When you do, this is what you get: North Dakota surpassing Alaska in oil production. In April, it produced 18.2 million bbl. of oil, a vast increase from 10.5 million in the same period in 2011. In May, Texas produced an estimated 33 million bbl. of oil and 540,627,465 Mcf of gas-well gas. In June, the state issued another 1,950 drilling permits.
That bad, eh? No thanks to the feds, but the oil and gas industry is sure doing its part to get us beyond the Great Recession.
If one waits on the government for any stimulus, one is likely to wait a long time. In New York—desperate for more jobs—debate continues on whether oil and gas companies will be allowed to frac gas wells in the state's so-called Southern Tier—the scenic rural counties near the northern Pennsylvania border.

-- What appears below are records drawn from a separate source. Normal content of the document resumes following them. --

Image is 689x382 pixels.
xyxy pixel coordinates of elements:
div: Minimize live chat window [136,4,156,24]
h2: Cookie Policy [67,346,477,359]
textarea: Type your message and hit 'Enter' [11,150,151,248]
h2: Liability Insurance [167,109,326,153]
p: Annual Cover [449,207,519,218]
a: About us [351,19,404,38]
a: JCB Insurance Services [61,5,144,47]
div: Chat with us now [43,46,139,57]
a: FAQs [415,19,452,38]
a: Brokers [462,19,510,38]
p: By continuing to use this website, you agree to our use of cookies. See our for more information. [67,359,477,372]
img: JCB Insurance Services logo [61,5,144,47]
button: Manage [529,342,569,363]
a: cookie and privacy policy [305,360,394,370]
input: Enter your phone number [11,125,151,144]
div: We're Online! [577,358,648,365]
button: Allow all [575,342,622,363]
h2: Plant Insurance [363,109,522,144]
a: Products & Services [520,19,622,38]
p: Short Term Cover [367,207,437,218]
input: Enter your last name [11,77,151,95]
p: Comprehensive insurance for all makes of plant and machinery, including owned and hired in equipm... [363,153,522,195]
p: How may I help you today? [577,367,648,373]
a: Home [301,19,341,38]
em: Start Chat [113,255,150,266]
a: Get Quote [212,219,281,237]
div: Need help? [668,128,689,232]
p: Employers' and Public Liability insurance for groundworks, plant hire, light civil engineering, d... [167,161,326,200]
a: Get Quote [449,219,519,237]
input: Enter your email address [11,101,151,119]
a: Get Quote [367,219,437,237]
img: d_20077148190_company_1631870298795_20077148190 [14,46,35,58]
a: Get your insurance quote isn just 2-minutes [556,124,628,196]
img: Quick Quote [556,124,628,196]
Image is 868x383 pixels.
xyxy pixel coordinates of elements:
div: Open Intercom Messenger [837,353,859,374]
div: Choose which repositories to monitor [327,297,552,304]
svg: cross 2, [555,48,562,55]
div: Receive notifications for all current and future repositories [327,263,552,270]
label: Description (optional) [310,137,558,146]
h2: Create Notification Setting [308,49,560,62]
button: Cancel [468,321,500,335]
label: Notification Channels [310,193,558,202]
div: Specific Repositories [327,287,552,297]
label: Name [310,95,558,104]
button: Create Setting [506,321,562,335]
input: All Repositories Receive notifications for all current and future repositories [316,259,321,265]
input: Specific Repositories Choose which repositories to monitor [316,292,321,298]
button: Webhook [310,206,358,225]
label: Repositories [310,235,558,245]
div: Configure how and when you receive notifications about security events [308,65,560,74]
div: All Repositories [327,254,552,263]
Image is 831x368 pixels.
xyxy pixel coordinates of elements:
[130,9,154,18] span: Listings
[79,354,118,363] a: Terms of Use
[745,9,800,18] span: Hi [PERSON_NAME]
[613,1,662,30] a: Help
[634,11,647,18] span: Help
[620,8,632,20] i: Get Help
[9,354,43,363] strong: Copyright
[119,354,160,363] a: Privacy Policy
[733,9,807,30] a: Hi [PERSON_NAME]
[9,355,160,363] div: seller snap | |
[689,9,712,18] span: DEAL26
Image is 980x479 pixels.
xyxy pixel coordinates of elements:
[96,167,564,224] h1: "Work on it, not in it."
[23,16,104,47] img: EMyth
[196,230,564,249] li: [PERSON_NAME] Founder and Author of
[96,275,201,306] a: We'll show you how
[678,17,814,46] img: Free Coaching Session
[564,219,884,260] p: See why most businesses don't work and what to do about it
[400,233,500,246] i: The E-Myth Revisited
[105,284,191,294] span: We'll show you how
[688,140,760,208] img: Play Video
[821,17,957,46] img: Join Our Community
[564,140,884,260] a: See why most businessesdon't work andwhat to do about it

Regulators have had to wade through more than 60,000 public comments for and against hydraulic fracturing. New York Gov. Andrew Cuomo's (D) decision on proposed drilling regulations from the New York Department of Environmental Conservation was supposed to come sometime this month.
It is the fashion these days to say that North America is the new Middle East. In terms of surging oil production, that may not be a stretch. New EIA administrator Adam Sieminski (who has covered the business for 40 years and most recently was the lead oil analyst with Deutsche Bank) now says the U.S. may be energy-independent by 2035.

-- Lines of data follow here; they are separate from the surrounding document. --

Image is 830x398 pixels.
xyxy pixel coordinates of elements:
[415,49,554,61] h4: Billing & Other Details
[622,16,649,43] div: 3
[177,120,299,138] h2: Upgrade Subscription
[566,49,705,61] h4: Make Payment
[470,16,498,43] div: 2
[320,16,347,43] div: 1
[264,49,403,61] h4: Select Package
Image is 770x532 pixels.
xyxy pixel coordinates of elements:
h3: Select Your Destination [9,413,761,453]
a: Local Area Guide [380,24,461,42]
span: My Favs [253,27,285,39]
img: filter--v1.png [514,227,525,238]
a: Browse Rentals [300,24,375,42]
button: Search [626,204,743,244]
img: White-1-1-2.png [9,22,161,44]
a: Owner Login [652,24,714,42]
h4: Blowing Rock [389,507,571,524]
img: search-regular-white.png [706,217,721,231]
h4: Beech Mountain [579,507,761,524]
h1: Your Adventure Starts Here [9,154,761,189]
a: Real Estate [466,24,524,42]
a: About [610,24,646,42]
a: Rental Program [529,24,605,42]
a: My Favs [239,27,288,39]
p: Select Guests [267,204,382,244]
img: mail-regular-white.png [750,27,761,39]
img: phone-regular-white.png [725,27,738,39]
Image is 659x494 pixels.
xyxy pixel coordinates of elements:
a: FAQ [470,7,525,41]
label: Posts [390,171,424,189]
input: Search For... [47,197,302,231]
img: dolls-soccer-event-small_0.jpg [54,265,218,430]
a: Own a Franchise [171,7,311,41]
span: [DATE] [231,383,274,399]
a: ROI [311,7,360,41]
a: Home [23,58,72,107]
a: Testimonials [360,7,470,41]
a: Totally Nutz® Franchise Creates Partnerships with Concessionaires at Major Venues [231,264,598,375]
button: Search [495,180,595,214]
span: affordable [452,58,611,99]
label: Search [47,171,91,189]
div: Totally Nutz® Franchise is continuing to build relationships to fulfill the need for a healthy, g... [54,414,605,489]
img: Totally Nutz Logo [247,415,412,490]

However, in the free markets of the U.S. and Canada, producers will eye the bottom line. They will produce their oil when it is economic to do so—they do not have to produce due to government dictates from above, or to fund social programs that they hope will quell civil unrest, as is the case in some Middle Eastern countries.
Still, the facts on the ground are startling. By the end of this year, North Dakota and Montana could be producing as much as 750,000 bbl. per day from the Bakken and Three Forks plays. Texas—thanks to the Eagle Ford and all the rich Permian plays—will add 500,000 bbl. of oil per day this year, and could do so again in 2013—and again in 2014, according to Ed Morse, managing director and global head of commodities research for Citigroup Global markets.

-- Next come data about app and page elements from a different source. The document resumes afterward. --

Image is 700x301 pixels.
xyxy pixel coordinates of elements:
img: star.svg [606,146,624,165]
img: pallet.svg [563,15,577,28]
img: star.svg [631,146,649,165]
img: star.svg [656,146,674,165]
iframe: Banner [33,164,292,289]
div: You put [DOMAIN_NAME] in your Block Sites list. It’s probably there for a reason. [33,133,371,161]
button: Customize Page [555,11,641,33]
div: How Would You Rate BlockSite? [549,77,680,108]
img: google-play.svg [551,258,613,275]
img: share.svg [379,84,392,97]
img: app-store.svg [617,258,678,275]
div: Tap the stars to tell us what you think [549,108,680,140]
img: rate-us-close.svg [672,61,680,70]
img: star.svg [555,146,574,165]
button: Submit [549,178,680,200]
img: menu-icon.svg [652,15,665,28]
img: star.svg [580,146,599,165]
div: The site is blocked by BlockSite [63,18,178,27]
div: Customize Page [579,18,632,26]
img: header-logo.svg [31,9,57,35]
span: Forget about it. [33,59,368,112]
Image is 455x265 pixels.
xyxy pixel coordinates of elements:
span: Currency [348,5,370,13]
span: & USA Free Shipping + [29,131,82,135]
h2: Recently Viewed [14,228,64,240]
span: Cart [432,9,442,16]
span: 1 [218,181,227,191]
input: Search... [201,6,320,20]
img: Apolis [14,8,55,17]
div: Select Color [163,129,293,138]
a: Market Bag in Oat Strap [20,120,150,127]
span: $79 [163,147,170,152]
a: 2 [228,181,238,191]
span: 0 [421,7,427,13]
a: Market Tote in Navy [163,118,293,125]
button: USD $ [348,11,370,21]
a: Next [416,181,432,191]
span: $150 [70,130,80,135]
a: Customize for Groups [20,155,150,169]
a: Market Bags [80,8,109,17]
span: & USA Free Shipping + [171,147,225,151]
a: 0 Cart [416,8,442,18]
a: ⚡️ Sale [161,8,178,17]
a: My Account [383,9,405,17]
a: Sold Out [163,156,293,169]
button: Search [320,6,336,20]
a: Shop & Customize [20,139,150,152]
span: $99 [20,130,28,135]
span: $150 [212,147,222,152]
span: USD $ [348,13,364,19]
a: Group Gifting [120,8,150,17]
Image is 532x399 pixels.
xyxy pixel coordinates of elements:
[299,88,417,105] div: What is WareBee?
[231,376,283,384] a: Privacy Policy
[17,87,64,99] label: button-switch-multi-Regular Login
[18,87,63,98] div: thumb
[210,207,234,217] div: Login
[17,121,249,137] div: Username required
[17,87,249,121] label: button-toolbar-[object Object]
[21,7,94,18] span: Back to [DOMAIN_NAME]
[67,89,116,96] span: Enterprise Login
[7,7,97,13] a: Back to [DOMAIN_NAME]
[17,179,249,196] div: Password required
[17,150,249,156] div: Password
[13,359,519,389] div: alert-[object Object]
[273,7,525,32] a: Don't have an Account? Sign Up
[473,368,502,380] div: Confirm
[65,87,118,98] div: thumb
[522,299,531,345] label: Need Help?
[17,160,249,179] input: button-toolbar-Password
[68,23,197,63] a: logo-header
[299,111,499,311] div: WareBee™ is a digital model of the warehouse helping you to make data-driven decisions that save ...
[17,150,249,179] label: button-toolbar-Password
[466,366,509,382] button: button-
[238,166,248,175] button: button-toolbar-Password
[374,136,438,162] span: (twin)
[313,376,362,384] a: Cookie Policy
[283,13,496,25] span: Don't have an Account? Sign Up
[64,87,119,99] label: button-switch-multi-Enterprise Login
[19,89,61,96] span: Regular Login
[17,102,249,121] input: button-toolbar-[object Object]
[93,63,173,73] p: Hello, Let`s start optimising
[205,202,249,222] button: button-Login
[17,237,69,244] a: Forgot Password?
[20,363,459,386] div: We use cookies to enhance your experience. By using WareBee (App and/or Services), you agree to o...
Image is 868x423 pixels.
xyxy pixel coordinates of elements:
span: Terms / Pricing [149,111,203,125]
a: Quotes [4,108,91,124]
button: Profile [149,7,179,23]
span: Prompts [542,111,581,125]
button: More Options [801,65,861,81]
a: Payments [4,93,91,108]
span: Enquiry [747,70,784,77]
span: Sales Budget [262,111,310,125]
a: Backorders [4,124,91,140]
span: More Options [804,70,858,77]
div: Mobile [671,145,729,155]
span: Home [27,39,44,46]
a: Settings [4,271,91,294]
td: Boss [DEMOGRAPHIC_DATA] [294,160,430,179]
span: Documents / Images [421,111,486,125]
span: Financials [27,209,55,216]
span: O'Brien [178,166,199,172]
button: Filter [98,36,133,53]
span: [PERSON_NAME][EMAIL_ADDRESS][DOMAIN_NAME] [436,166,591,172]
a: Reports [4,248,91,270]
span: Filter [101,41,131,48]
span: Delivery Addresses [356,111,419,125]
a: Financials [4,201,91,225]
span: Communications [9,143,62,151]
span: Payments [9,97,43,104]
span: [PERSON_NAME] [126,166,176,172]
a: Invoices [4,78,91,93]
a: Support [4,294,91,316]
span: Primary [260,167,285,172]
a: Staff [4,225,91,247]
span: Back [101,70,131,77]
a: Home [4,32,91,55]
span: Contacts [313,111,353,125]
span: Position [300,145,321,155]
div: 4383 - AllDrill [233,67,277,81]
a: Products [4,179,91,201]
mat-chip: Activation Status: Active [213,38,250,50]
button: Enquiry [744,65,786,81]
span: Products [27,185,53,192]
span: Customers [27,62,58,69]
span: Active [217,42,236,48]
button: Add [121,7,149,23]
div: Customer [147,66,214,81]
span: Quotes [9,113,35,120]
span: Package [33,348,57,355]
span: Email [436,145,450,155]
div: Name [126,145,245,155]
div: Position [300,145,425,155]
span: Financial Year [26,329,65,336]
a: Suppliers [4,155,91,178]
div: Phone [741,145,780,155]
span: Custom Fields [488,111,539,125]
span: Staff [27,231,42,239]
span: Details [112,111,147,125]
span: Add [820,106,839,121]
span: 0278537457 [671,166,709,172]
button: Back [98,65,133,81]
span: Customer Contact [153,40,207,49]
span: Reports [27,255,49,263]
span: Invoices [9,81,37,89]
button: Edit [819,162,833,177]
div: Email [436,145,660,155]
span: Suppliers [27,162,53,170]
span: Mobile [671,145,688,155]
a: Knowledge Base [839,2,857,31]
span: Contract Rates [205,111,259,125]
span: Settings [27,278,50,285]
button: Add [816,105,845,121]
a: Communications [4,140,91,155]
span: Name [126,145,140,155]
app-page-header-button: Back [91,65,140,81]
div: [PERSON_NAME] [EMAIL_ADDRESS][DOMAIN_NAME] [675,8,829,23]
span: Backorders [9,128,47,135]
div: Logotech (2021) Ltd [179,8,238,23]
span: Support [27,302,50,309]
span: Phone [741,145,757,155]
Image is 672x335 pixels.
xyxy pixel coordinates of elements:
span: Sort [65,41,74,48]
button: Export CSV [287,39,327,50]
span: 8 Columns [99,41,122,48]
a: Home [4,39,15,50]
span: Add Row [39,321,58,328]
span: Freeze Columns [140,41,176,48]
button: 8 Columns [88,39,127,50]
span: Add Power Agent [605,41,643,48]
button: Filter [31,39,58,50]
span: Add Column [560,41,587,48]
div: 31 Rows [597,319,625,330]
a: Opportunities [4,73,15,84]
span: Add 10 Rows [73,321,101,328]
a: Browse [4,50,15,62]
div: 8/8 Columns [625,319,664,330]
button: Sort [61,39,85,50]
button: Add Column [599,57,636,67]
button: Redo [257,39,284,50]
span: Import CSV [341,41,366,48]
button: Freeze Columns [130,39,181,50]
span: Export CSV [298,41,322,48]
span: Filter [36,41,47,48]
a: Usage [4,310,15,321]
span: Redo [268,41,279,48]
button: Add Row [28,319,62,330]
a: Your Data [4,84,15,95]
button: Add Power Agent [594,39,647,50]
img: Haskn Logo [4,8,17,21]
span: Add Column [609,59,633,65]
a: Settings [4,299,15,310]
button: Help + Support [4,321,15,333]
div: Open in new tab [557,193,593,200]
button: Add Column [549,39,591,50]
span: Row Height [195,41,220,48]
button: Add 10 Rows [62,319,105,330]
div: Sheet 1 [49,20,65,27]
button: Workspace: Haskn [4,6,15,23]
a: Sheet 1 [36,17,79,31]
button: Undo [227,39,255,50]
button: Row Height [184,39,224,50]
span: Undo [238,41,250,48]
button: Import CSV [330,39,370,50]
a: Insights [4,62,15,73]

Oil is the next revolution, says Leonardo Maugeri in a June paper from the Belfer Center for Science and International Affairs, at Harvard's Kennedy School. He says the world is not running out of oil, but there are mounting problems in evaluating the new supply, which is likely to be underestimated.
Based on original, field-by-field analysis, Maugeri estimates that by 2020, the world could produce an additional 29 million bbl. per day of oil and natural gas liquids, risk-adjusted.
As horizontal frac methods spread worldwide to new fields and revive older ones, he adds, there could be a glut that leads to much lower oil prices.
Recommended Reading
FTC OKs Exxon-Pioneer Merger, but Bars Sheffield from Exxon’s Board
2024-05-02 - A megamerger between Exxon Mobil and Pioneer Natural Resources can proceed, but Pioneer Chairman Scott Sheffield is out, the Federal Trade Commission says.
Comstock Adds Four Whopper Wildcats; Takes Western Haynesville to 450K
2024-05-01 - Comstock Resources' four newest wells, which IP’ed at more than 35 MMcf/d, were landed at up to 19,400 feet total vertical depth.
Marketed: Wylease Niobrara Shale Cloud Peak Opportunity
2024-04-30 - Wylease LLC has retained EnergyNet for the sale of working interest in the Niobrara Shale of Converse County, Wyoming in the Cloud Peak 3874-8-5-1NH.
Marketed: Wylease Niobrara Shale Opportunity
2024-04-30 - Wylease LLC has retained EnergyNet for the sale of working interest in the Misty Moon Lake 3874-17-20-1NH of Converse County, Wyoming.
Berry Bolts On More California Assets as Kern County M&A Continues
2024-03-06 - As Berry Corp. continues its aggressive hunt for growth opportunities outside of California, the E&P made a second bolt-on acquisition in Kern County in the fourth quarter.